WASHINGTON — Et tu, Trey? ADVERTISING WASHINGTON — Et tu, Trey? A day after the House Benghazi committee released a final report that left Hillary Clinton relatively unscathed, conservative activists — the conspiracy-minded ones who pressured House leaders to appoint
WASHINGTON — Et tu, Trey?
A day after the House Benghazi committee released a final report that left Hillary Clinton relatively unscathed, conservative activists — the conspiracy-minded ones who pressured House leaders to appoint the committee in the first place — rounded on Chairman Trey Gowdy for failing to deliver the goods.
“To say I was disappointed would be an understatement,” retired Adm. James “Ace” Lyons complained at a meeting Wednesday afternoon of the Citizens’ Commission on Benghazi, a coalition of far-right foreign-policy types. “Chairman Gowdy is not a stenographer. … He was there to make findings and conclusions. He had the information. He copped out, which is consistent that we’ve seen with all our congressional leadership.”
Retired Gen. Thomas McInerney agreed “the American people want to know from a group that spent almost two years on it what the conclusions are. That’s what we pay you for, Mr. Gowdy.”
Charles Woods, the father of Ty Woods, one of the four Americans killed in Benghazi, lamented “I really don’t have closure as far as who made the decision not to rescue.” And Roger Aronoff of Accuracy in Media, that convened the Citizens’ Commission at the National Press Club, complained “they put a bunch of transcripts in there, interviews, but they didn’t weave it all together.”
There were murmurs of agreement from participants when Lyons said of Gowdy: “Regretfully, I don’t think he measured up yesterday.”
A woman in the crowd floated a new Benghazi conspiracy. “Has someone in the GOP leadership gotten their fingers involved in watering down some of this to benefit Secretary Clinton?” she asked.
Nobody rebutted this idea.
Herein lies a lesson for Republicans who are perpetually trying to appease the far right: It’s a fool’s errand. They went to the tea party — and now they’re taking Donald Trump to the prom. Likewise, then-House Speaker John Boehner named the Benghazi committee because activists were dissatisfied that seven previous congressional investigations had failed to uncover major scandal material. Now an eighth has produced more of the same — and the agitators are as agitated as ever.
Two GOP members of Gowdy’s own committee were dissatisfied enough to write their own narrative drawing more sweeping accusations against Clinton and President Barack Obama.
Gowdy must feel the need for some cover: A day after delivering what was supposed to be the definitive account of Benghazi, his committee called in another witness for an interview. Democrats pointed out the interviewee had just removed from his Facebook page the hashtag #IfYouVoteForHillary
YouAreBeyondStupid.
The Citizens’ Commission on Benghazi, which hosted Wednesday’s event, is not the most reputable outlet. It dropped “former CIA officer” Wayne Simmons as one of its 11 members after the former Fox News commentator, who it turns out had no military or intelligence experience, pleaded guilty to fraud charges this spring.
Even without Simmons’ creativity, the group managed to produce a 73-page Benghazi report this week full of inventive accusations. They found “troubling evidence that Obama and Clinton were deeply and knowingly involved in running guns to al-Qaida in Libya,” as well as “a clear case of official U.S. government submission to the Islamic Law on slander.”
They wrote that Clinton blocked U.S. military forces from attempting a rescue mission, and they attributed the decision to oust Libya’s Moammar Gaddafi in part to financial interests of the Clinton Foundation.
They judged that Obama — one speaker referred to him as “Barack Hussein Soetoro Obama” — had “an ideological commitment” to expanding the Muslim Brotherhood. They even gave longtime Clinton confidant Sidney Blumenthal credit for the administration’s “support for the Libyan Muslim Brotherhood-led al Qaida militias.” In one elaborate theory, they tied those guarding the U.S. facilities in Benghazi to Blumenthal and to the wife of a former chairman of the House Intelligence Committee.
They even faulted Ambassador Chris Stevens, who died in Benghazi, saying he “rather romanticized the Libyan jihadis.”
“We see a field of smoking guns,” Aronoff said.
Clearly. But the Benghazi committee didn’t. Gowdy “notably refrained from assigning blame or demanding accountability,” Clare Lopez, of the Center for Security Policy and an adviser to the Ted Cruz presidential campaign, told the gathering. “He also did not draw a connection between the dots.”
Why?
“I think he had his reasons — political,” McInerney said. He speculated that congressional leadership had approved “black operations” to run weapons from Benghazi to Islamic State forces in Syria. “That’s the dirty little secret that nobody wants out,” he said.
Aha! So Gowdy himself is in on the Benghazi conspiracy.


The word "right" marks the lines to find; copy every such line from the data below.
━━━━━━━━━━━━━━━━
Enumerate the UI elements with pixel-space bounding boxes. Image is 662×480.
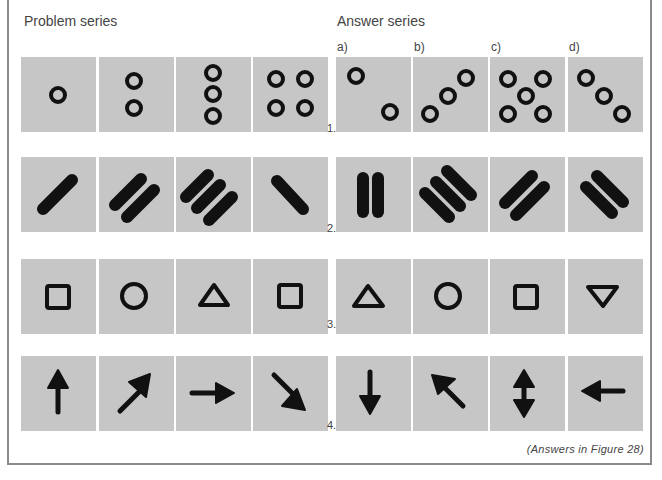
answer-2a-tile (336, 157, 411, 232)
problem-4-tile-4 (253, 356, 328, 431)
answer-label-b: b) (414, 40, 425, 54)
triangle-down-icon (568, 259, 643, 334)
one-bar-falling-icon (253, 157, 328, 232)
answer-2d-tile (568, 157, 643, 232)
one-circle-icon (21, 57, 96, 132)
arrow-right-icon (176, 356, 251, 431)
problem-3-tile-4 (253, 259, 328, 334)
problem-1-tile-1 (21, 57, 96, 132)
two-rising-bars-icon (490, 157, 565, 232)
triangle-up-icon (176, 259, 251, 334)
two-circles-icon (99, 57, 174, 132)
answer-1d-tile (568, 57, 643, 132)
problem-4-tile-1 (21, 356, 96, 431)
answer-4d-tile (568, 356, 643, 431)
answer-4a-tile (336, 356, 411, 431)
answer-3b-tile (413, 259, 488, 334)
answer-1b-tile (413, 57, 488, 132)
problem-2-tile-1 (21, 157, 96, 232)
two-bars-icon (99, 157, 174, 232)
row-number-3: 3. (327, 318, 336, 330)
five-circles-icon (490, 57, 565, 132)
answer-2c-tile (490, 157, 565, 232)
problem-1-tile-2 (99, 57, 174, 132)
problem-1-tile-3 (176, 57, 251, 132)
answer-3c-tile (490, 259, 565, 334)
answers-footnote: (Answers in Figure 28) (527, 443, 644, 455)
arrow-up-right-icon (99, 356, 174, 431)
three-circles-rising-icon (413, 57, 488, 132)
square-icon (490, 259, 565, 334)
answer-series-heading: Answer series (337, 13, 425, 29)
answer-2b-tile (413, 157, 488, 232)
circle-icon (413, 259, 488, 334)
row-number-2: 2. (327, 222, 336, 234)
answer-4c-tile (490, 356, 565, 431)
problem-4-tile-2 (99, 356, 174, 431)
square-icon (21, 259, 96, 334)
four-circles-icon (253, 57, 328, 132)
problem-3-tile-3 (176, 259, 251, 334)
two-vertical-bars-icon (336, 157, 411, 232)
three-circles-icon (176, 57, 251, 132)
problem-1-tile-4 (253, 57, 328, 132)
three-circles-falling-icon (568, 57, 643, 132)
problem-4-tile-3 (176, 356, 251, 431)
three-bars-icon (176, 157, 251, 232)
two-circles-diagonal-icon (336, 57, 411, 132)
arrow-up-left-icon (413, 356, 488, 431)
problem-3-tile-1 (21, 259, 96, 334)
three-falling-bars-icon (413, 157, 488, 232)
problem-3-tile-2 (99, 259, 174, 334)
row-number-1: 1. (327, 122, 336, 134)
arrow-down-right-icon (253, 356, 328, 431)
problem-2-tile-4 (253, 157, 328, 232)
circle-icon (99, 259, 174, 334)
problem-series-heading: Problem series (24, 13, 117, 29)
answer-label-c: c) (491, 40, 501, 54)
answer-4b-tile (413, 356, 488, 431)
arrow-up-icon (21, 356, 96, 431)
triangle-up-icon (336, 259, 411, 334)
answer-label-a: a) (337, 40, 348, 54)
answer-label-d: d) (569, 40, 580, 54)
answer-3d-tile (568, 259, 643, 334)
problem-2-tile-2 (99, 157, 174, 232)
answer-1a-tile (336, 57, 411, 132)
arrow-left-icon (568, 356, 643, 431)
two-falling-bars-icon (568, 157, 643, 232)
square-icon (253, 259, 328, 334)
problem-2-tile-3 (176, 157, 251, 232)
arrow-up-down-icon (490, 356, 565, 431)
arrow-down-icon (336, 356, 411, 431)
answer-1c-tile (490, 57, 565, 132)
row-number-4: 4. (327, 419, 336, 431)
one-bar-icon (21, 157, 96, 232)
answer-3a-tile (336, 259, 411, 334)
━━━━━━━━━━━━━━━━
• [OUTPUT]
arrow-right-icon (176, 356, 251, 431)
arrow-up-right-icon (99, 356, 174, 431)
arrow-down-right-icon (253, 356, 328, 431)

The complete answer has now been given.